MORGANTOWN — All of a sudden we find ourselves caught up in a great debate about college basketball and it comes down to this.
Do you recruit a team to win 90 or more games over the course of four years or do you recruit a team to win one game — the national title?
What is the obligation a coach who is being paid $5 million or so has to his school, to his fans and, most important, to his players?
That’s what Bo Ryan was getting at in the aftermath of Monday night’s thrilling — but chilling — national championship loss by his Wisconsin Badgers to Mike Krzyzewski’s Duke Blue Devils.
Here are Ryan’s words:
“All the seniors that I’ve had — hard to say the word. But every player that’s played through the program, OK, we don’t do a rent-a-player. You know what I mean? Try to take a fifth-year guy. That’s okay. If other people do that, that’s OK. I like trying to build from within. It’s just the way I am. And to see these guys grow over the years and to be here last year and lose a tough game, boom, they came back.”
To some, it seemed like the Wisconsin coach had become “Cryin’ Ryan,” especially when mixed in with comments about so many calls that went against him — if one can imagine a coach finding officiating in the college game lousy.
But, he had a point.
Is this trend toward rent-a-players, or one-and-done players if you prefer, a good thing for the sport, be they freshmen or fifth-year graduate seniors?
Certainly, it is nothing new … but with Kentucky rushing to a national title last year and gaining the reputation of building its program that way (even though three of the players did return this year) and with the Wildcats following the same blue print through 38 undefeated games, followed by Duke using the same philosophy to take this year’s crown it is guaranteed to be followed by more and more schools.
Somehow, in an era where there has been a push for the schools to give out full-term scholarships rather than the one-year contracts they used to have, when they have agreed to pay full cost of attendance in those scholarships, it seems to be going against the flow for the big boys of the game to be willing and able to bring in the best players prep schools and AAU ball can turn out with the idea of winning for me this year then walking away.
And, to have it become the modus operandi of that paragon of basketball ethics, Coach K, at a school that considers itself a southern fried Ivy League school just kind of grinds at you the wrong way.
When did college stop being a place where you went for an education? When did it become a trade school like the downtown beauty college? Why should a player have to study or pass an educational course if he is only planning on being in school for a year?
These are, of course, rhetorical questions, for it doesn’t matter what the answer to them may be.
One and done is what we have evolved into as college’s main life lesson is to first make money and second to win with no regard for such a thing as competitive balance or, even, fairness in the rules.
In an effort to level that playing field, the NCAA has granted the five power conferences a world unto itself, but it was done not out of any inner wisdom but instead with a loaded gun pointed at the organization, the power conferences surely willing to go off and create their own group if not given their way.
But within those power conference there remains a pecking order, one that allows Duke or Kentucky or Kansas to stockpile the best players in the country and beyond while a TCU or a Wake Forest or, yes, West Virginia has to really coach … build a program that is built less on unbeatable talent and more on the strength of working together over a period of time.
Bob Huggins here at WVU, a coach who is almost certainly Hall of Fame bound, has talked often of never having been at a place where he could pick who he wants, of recruiting to his system, but instead of having to go out and get the best players he could and build a system to fit them.
He’s had one and done players, yes, but the heart of his success has come via experienced players, often transfers or junior college players, rather the crème de la crème that a Duke or Kentucky or North Carolina or so many others are able to accommodate for a season in the sun.
That he would do such an amazing job of building his team that he would earn a national Coach of the Year honor on the same day Kentucky’s horde of future NBA stars would crush his Mountaineers, 78-39, speaks louder to this issue than anything anyone else could ever say.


**What the task asks:**
From the listing below, extract every line containing "have".

BEGIN

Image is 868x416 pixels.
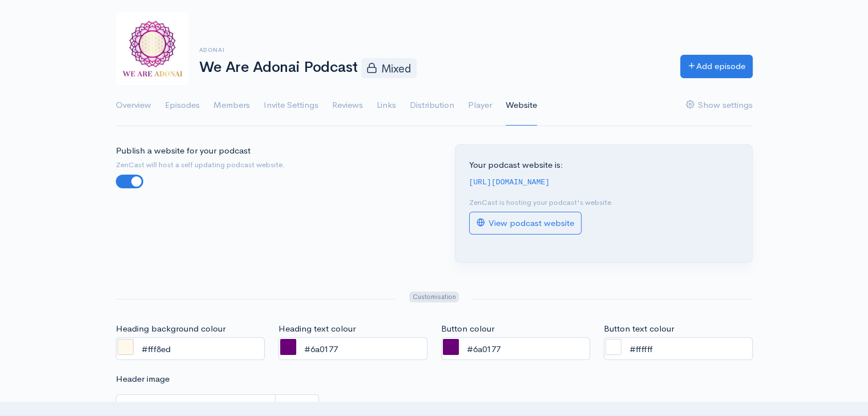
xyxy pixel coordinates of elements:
[604,323,674,336] label: Button text colour
[469,197,738,208] p: ZenCast is hosting your podcast's website.
[469,159,738,172] p: Your podcast website is:
[116,145,251,157] label: Publish a website for your podcast
[278,323,355,336] label: Heading text colour
[441,323,494,336] label: Button colour
[469,212,581,235] a: View podcast website
[506,85,537,126] a: Website
[441,337,590,361] input: #FFFFFFF
[686,85,753,126] a: Show settings
[213,85,250,126] a: Members
[332,85,363,126] a: Reviews
[116,159,427,171] small: ZenCast will host a self updating podcast website.
[410,85,454,126] a: Distribution
[278,337,427,361] input: #FFFFFFF
[469,178,550,187] code: [URL][DOMAIN_NAME]
[680,55,753,78] a: Add episode
[116,373,170,386] label: Header image
[199,47,666,53] h6: Adonai
[199,59,666,78] h1: We Are Adonai Podcast
[604,337,753,361] input: #FFFFFFF
[116,337,265,361] input: #FFFFFFF
[165,85,200,126] a: Episodes
[376,85,396,126] a: Links
[468,85,492,126] a: Player
[263,85,319,126] a: Invite Settings
[361,59,416,78] span: Mixed
[116,85,151,126] a: Overview
[409,292,459,303] span: Customisation
[116,323,226,336] label: Heading background colour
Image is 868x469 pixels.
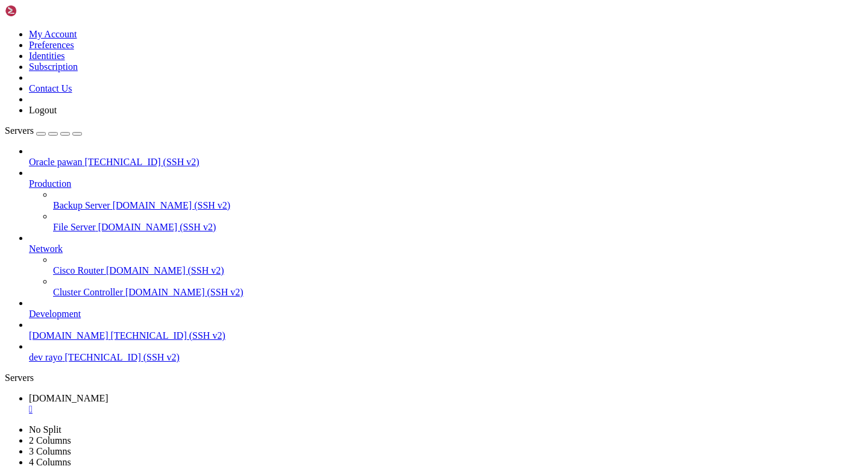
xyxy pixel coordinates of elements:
[29,105,57,115] a: Logout
[29,352,863,363] a: dev rayo [TECHNICAL_ID] (SSH v2)
[29,435,71,445] a: 2 Columns
[53,265,863,276] a: Cisco Router [DOMAIN_NAME] (SSH v2)
[29,50,65,61] a: Identities
[29,341,863,363] li: dev rayo [TECHNICAL_ID] (SSH v2)
[126,287,244,297] span: [DOMAIN_NAME] (SSH v2)
[5,126,34,136] span: Servers
[29,331,108,341] span: [DOMAIN_NAME]
[29,179,71,189] span: Production
[53,222,96,232] span: File Server
[5,5,74,17] img: Shellngn
[29,393,108,403] span: [DOMAIN_NAME]
[53,222,863,233] a: File Server [DOMAIN_NAME] (SSH v2)
[5,15,10,26] div: (0, 1)
[29,424,61,435] a: No Split
[29,146,863,168] li: Oracle pawan [TECHNICAL_ID] (SSH v2)
[5,373,863,383] div: Servers
[29,157,863,168] a: Oracle pawan [TECHNICAL_ID] (SSH v2)
[29,331,863,341] a: [DOMAIN_NAME] [TECHNICAL_ID] (SSH v2)
[29,457,71,467] a: 4 Columns
[53,190,863,211] li: Backup Server [DOMAIN_NAME] (SSH v2)
[113,200,231,211] span: [DOMAIN_NAME] (SSH v2)
[29,244,863,255] a: Network
[29,61,78,71] a: Subscription
[29,320,863,341] li: [DOMAIN_NAME] [TECHNICAL_ID] (SSH v2)
[29,446,71,456] a: 3 Columns
[53,211,863,233] li: File Server [DOMAIN_NAME] (SSH v2)
[29,29,77,39] a: My Account
[53,287,863,298] a: Cluster Controller [DOMAIN_NAME] (SSH v2)
[29,179,863,190] a: Production
[29,83,72,93] a: Contact Us
[53,255,863,276] li: Cisco Router [DOMAIN_NAME] (SSH v2)
[53,265,104,276] span: Cisco Router
[111,331,225,341] span: [TECHNICAL_ID] (SSH v2)
[5,126,82,136] a: Servers
[29,309,81,319] span: Development
[5,5,710,15] x-row: Connecting [TECHNICAL_ID]...
[29,298,863,320] li: Development
[84,157,199,167] span: [TECHNICAL_ID] (SSH v2)
[53,276,863,298] li: Cluster Controller [DOMAIN_NAME] (SSH v2)
[29,157,82,167] span: Oracle pawan
[29,244,63,254] span: Network
[106,265,224,276] span: [DOMAIN_NAME] (SSH v2)
[29,393,863,415] a: App.rayo.work
[65,352,180,362] span: [TECHNICAL_ID] (SSH v2)
[29,233,863,298] li: Network
[29,40,74,50] a: Preferences
[53,200,110,211] span: Backup Server
[29,309,863,320] a: Development
[98,222,216,232] span: [DOMAIN_NAME] (SSH v2)
[29,352,63,362] span: dev rayo
[29,168,863,233] li: Production
[53,200,863,211] a: Backup Server [DOMAIN_NAME] (SSH v2)
[29,404,863,415] a: 
[53,287,123,297] span: Cluster Controller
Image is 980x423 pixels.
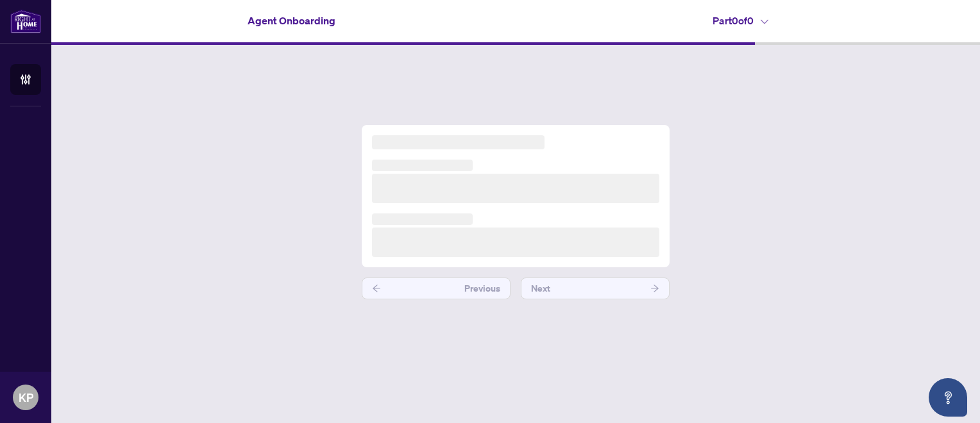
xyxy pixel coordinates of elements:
[713,13,769,28] h4: Part 0 of 0
[10,10,41,34] img: logo
[19,388,34,407] span: KP
[362,277,510,300] button: Previous
[521,277,670,300] button: Next
[928,379,967,417] button: Open asap
[248,13,336,28] h4: Agent Onboarding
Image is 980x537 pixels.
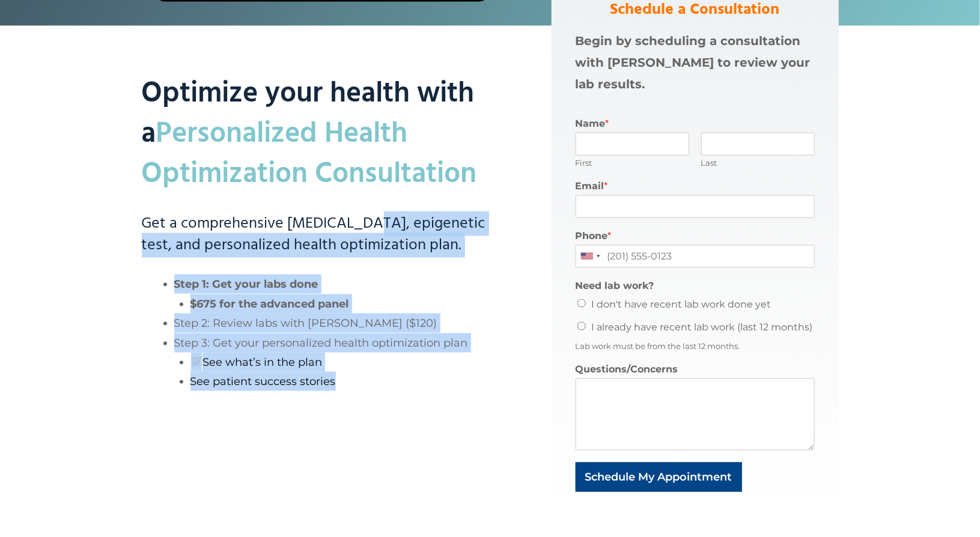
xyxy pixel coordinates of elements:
a: See what’s in the plan [190,356,322,369]
strong: Begin by scheduling a consultation with [PERSON_NAME] to review your lab results. [576,34,811,91]
label: Name [576,118,815,130]
label: I already have recent lab work (last 12 months) [591,322,813,333]
strong: Step 1: Get your labs done [174,278,318,291]
div: Lab work must be from the last 12 months. [576,341,815,351]
label: First [576,158,689,169]
strong: $675 for the advanced panel [190,297,349,311]
a: See patient success stories [190,375,336,388]
li: Step 2: Review labs with [PERSON_NAME] ($120) [174,314,503,333]
label: Questions/Concerns [576,364,815,376]
label: Email [576,180,815,193]
label: Need lab work? [576,280,815,293]
input: (201) 555-0123 [576,245,815,268]
mark: Personalized Health Optimization Consultation [142,111,477,197]
li: Step 3: Get your personalized health optimization plan [174,333,503,392]
label: Phone [576,230,815,243]
label: I don't have recent lab work done yet [591,299,772,310]
img: 📝 [191,357,202,367]
h3: Get a comprehensive [MEDICAL_DATA], epigenetic test, and personalized health optimization plan. [142,213,503,258]
div: United States: +1 [576,246,604,268]
button: Schedule My Appointment [576,463,742,493]
label: Last [701,158,815,169]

END

**Exercise answer:**
label: I already have recent lab work (last 12 months) [591,322,813,333]
label: I don't have recent lab work done yet [591,299,772,310]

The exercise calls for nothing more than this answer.